The other day, I came across this problem on Twitter: How many distinct ways are there to color the vertices of a cube, such that exactly four are one color and the other four are a second color?
I played around a bit first. My first task was to list all the possible combinations, and then I tried to remove rotations. Assuming I didn’t make any mistakes, I came up with seventy combinations of eight dots with four red and four green (this does happen to be the central number on the eighth row of Al-Karaji’s Triangle, so I’ll assume I’m right).
As I started to work through the duplicates, I noticed some patterns, so I decided to try to figure out the possibilities more systematically.
I realized we could see the cube as a “front” and a “back”; ultimately, we could rotate a cube so that any of the six faces would be the “front”. A front face has four vertices, any number of which could be red.
However, if the front face has zero reds, all of the reds would be on the back, and we could rotate the cube to reverse front and back. So we can reduce the possibilities by requiring that the front has 4, 3, or 2 reds (1 red on the front means 3 on the back).

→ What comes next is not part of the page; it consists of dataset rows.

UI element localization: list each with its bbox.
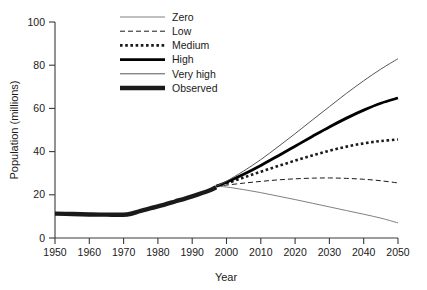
y-axis-title: Population (millions) <box>8 80 20 179</box>
legend-label-high: High <box>172 53 194 65</box>
legend-label-zero: Zero <box>172 11 194 23</box>
series-line-medium <box>216 140 398 187</box>
x-axis-tick-labels: 1950196019701980199020002010202020302040… <box>43 246 410 258</box>
legend-label-very-high: Very high <box>172 68 216 80</box>
x-tick-label: 2050 <box>386 246 410 258</box>
series-line-low <box>216 178 398 186</box>
x-axis-ticks <box>55 238 398 244</box>
x-tick-label: 2020 <box>283 246 307 258</box>
y-tick-label: 60 <box>33 102 45 114</box>
data-series-group <box>55 59 398 223</box>
legend-label-medium: Medium <box>172 39 210 51</box>
y-axis-tick-labels: 020406080100 <box>27 16 45 244</box>
x-tick-label: 2040 <box>352 246 376 258</box>
chart-container: 020406080100 195019601970198019902000201… <box>0 0 427 290</box>
series-line-zero <box>216 186 398 223</box>
legend-label-observed: Observed <box>172 82 218 94</box>
series-line-observed <box>55 187 216 215</box>
x-axis-title: Year <box>215 271 238 283</box>
x-tick-label: 1960 <box>78 246 102 258</box>
y-tick-label: 80 <box>33 59 45 71</box>
series-line-high <box>216 98 398 186</box>
y-tick-label: 40 <box>33 145 45 157</box>
series-line-very-high <box>216 59 398 186</box>
legend-label-low: Low <box>172 25 192 37</box>
x-tick-label: 2000 <box>215 246 239 258</box>
population-projection-chart: 020406080100 195019601970198019902000201… <box>0 0 427 290</box>
chart-legend: ZeroLowMediumHighVery highObserved <box>120 11 218 94</box>
y-tick-label: 100 <box>27 16 45 28</box>
x-tick-label: 2010 <box>249 246 273 258</box>
x-tick-label: 1950 <box>43 246 67 258</box>
x-tick-label: 1980 <box>146 246 170 258</box>
x-tick-label: 1970 <box>112 246 136 258</box>
y-tick-label: 20 <box>33 188 45 200</box>
x-tick-label: 2030 <box>318 246 342 258</box>
x-tick-label: 1990 <box>181 246 205 258</box>
y-tick-label: 0 <box>39 232 45 244</box>
y-axis-ticks <box>49 22 55 238</box>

For four reds on the front, there is only one possibility.
For three reds on the front, we can orient the cube so that the upper right is green. The back side would have one red, and there are four logical possibilities for where to put it.
For two reds on the front, there are two possibilities: They are along the same edge or they aren’t. Taking the case that they’re along the same edge, neither of the two reds on the back can share a face with that edge, or there would be a face with three reds, which is covered in the last paragraph. Removing those cases, there’s only one possibility (the middle top image above, the third image in the second row below).
Taking the case that they’re not along the same edge: If the two reds on the back share an edge, they’ll form a three-face with one of the front reds. If the two reds are on the same diagonal as the front, this will be a rotation of the situation in the previous paragraph. So that leaves the situation that they’re on the opposite diagonal (the lower right above, the lower left below).
So that leaves us with just seven to consider: All others will be orientations of these. The question is whether any of the four three-faces will be orientations of the others.
The answer to this is no: These seven configurations (red is solid in my diagrams) are all distinct, and an exhaustive list.
Extension questions:
- How many distinct ways (where different orientations are the same “way”) can we color vertices red and green, with any number of reds? Zero and one red (and hence seven and eight reds) are trivial, one distinct way each. That leaves two and three to examine (five and six would be the same).
- How many distinct ways can we color the vertices with up to eight colors, given any number of each?
EDIT: For the first extension question above, the values are three for two (or six) reds and four for three (or five) reds. In the diagram below, a solid dot represents a fixed red, circles represent distinct reds, and ex’d vertices (in the last two rows) represent duplications. The third row represents four reds, generating the same set as above. This means if you wanted a set of dice such that you could orient it to any possible distribution, you’d need 25 (1 + 1 + 3 + 4 + 7 + 4 + 3 + 1 + 1) distinct dice for the 256 possible red/green distributions.